<lst>Dr. Michael Ashburn studied several thousand medical charts of William E. Hurwitz’s patients for the prosecution in preparation to serve as an expert witness.
"I saw very little evidence that Dr. Hurwitz was carefully monitoring his patients," Ashburn testified. "I have no reason to believe he knew the patients based on the quality of care he provided."
In almost every case he testified about, he told the jury that Hurwitz's prescriptions were "outside the bounds of medicine and served no legitimate medical purpose."
On cross-examination by Hurwitz's attorney Patrick Hallinan, Ashburn admitted that he charged the U.S. government $200 per hour, approximately $40,000 to $50,000 overall for his work preparing for testimony. Ashburn, a professor of anesthesiology at the University of Utah, also founded a company that is developing high-dose drug delivery systems to treat chronic pain.
Ashburn said that his company ZARS has been developing a pain patch that can be applied to the skin. The product, which will compete on the market with opioids like OxyContin, is expected to be 100 times more potent than morphine.

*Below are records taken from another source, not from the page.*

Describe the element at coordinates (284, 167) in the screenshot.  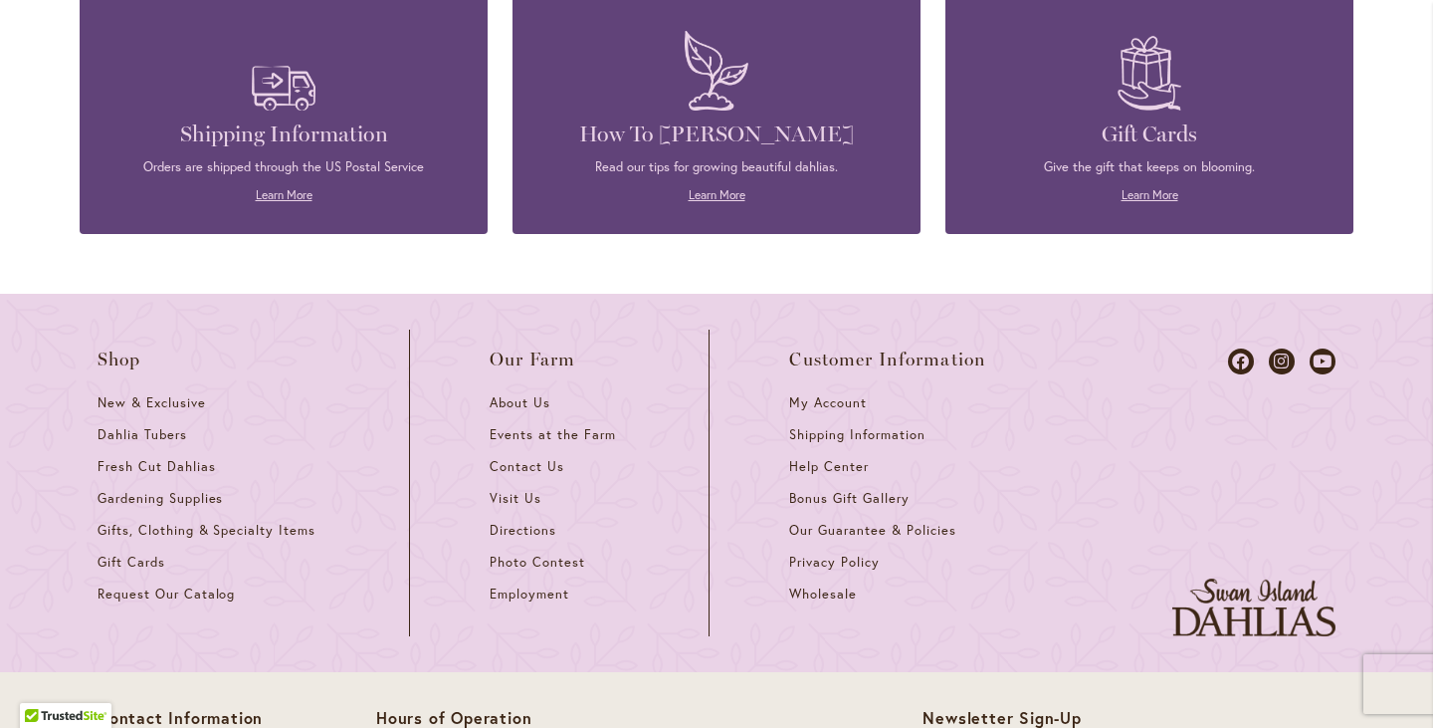
I see `p: Orders are shipped through the US Postal Service` at that location.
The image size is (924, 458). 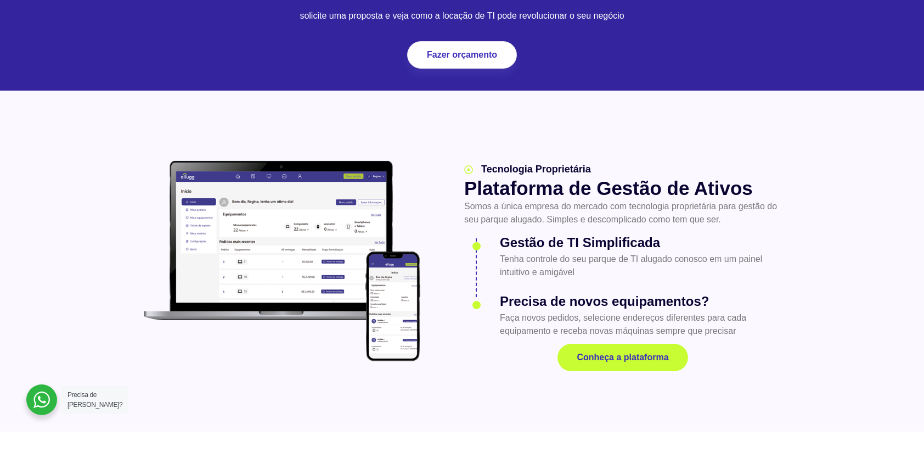 I want to click on p: solicite uma proposta e veja como a locação de TI pode revolucionar o seu negócio, so click(x=462, y=16).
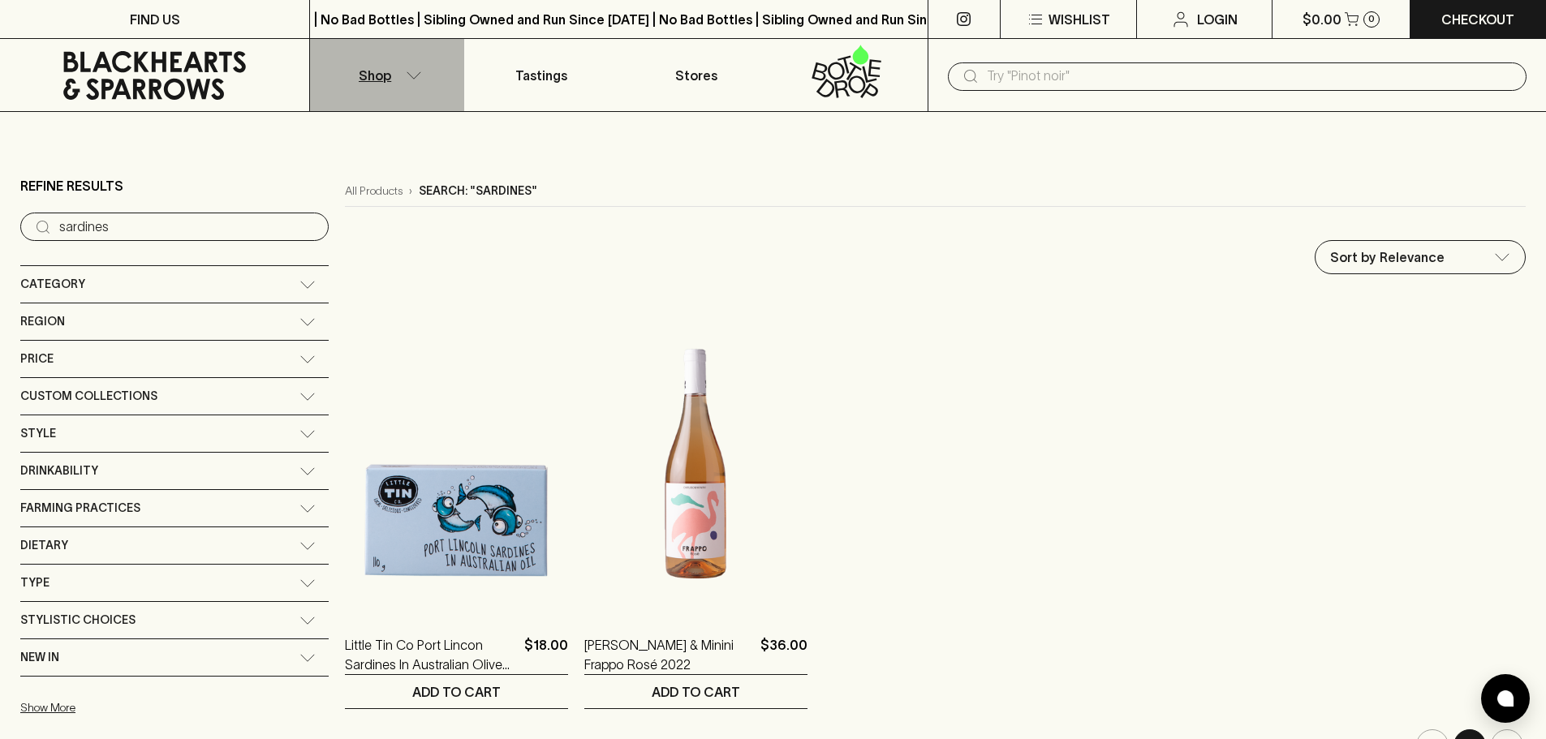 The width and height of the screenshot is (1546, 739). I want to click on p: Sort by Relevance, so click(1387, 257).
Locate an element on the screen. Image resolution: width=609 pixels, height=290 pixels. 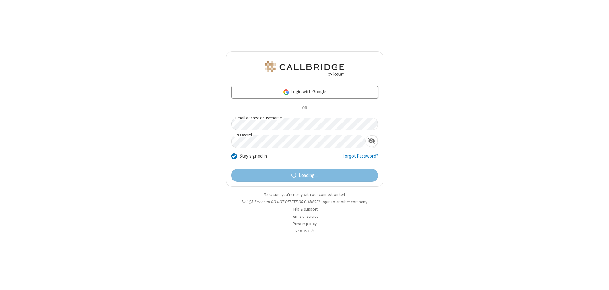
button: Login to another company is located at coordinates (344, 202).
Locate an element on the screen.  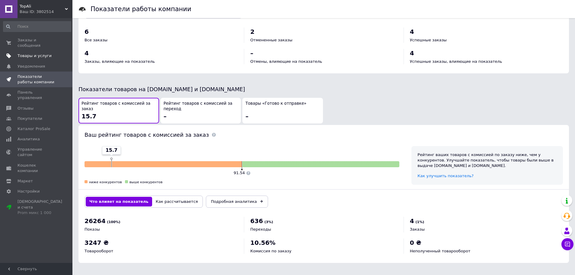
span: (100%) is located at coordinates (114, 222).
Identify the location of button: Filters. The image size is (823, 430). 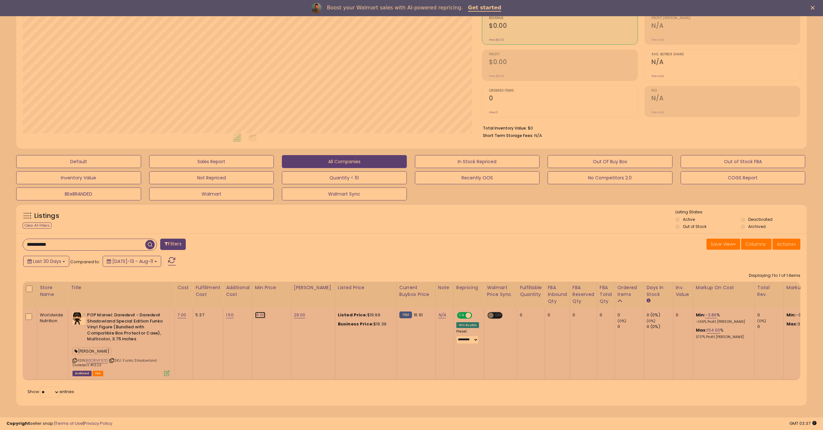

Ashburn's testimony in Hurwitz's trial has already caused "profound concern" in the medical community, according to Dr. Russell K. Portenoy, chairman of the Department of Pain Medicine and Palliative Care at Beth Israel Medical Center in New York. Portenoy wrote a letter stating that much of Ashburn's statements are "factually wrong" or "serious misstatements of consensus in the field."
"We are deeply concerned that serious misrepresentations in the testimony provided by the government's expert, Dr. Michael Ashburn, will undermine the welfare of patients who suffer in chronic pain," wrote Portenoy, past-president of the American Pain Society, in a Dec. 10 letter to Hurwitz's attorney, Marvin Miller.
"Dr. Ashburn implies that opioid treatment of a patient with known addiction is medically wrong and worsens the addiction. That is not the view of experienced clinicians in the field. It is unacceptable to promulgate the view that the disease of addiction automatically denies patients with severe pain the possibility of relief through careful opioid therapy," Portenoy wrote.
The jury specifically asked Senior Judge Leonard D. Wexler if prescribing opioids to an addicted patient was illegal.
"Whether the physician thinks, suspects or knows that the patient is addicted to illicit drugs is a circumstance you may consider in determining whether the prescription of opioids to that patient is not for a legitimate medical purpose or beyond the bounds of medical practice," read a portion of Judge Wexler's response.
Miller filed a motion on Monday, Dec. 13 for charges against Hurwitz to be dismissed, attaching Portenoy's letter in support.
Dr. Scott Fishman, chief of the division of Pain Medicine at the University of California, agreed with Portenoy.
"I believe that Dr. Ashburn's comments do not represent a consensus opinion of pain specialists. In my opinion, his views are inconsistent with mainstream views of most leaders in the medical discipline on pain medicine," according to Fishman.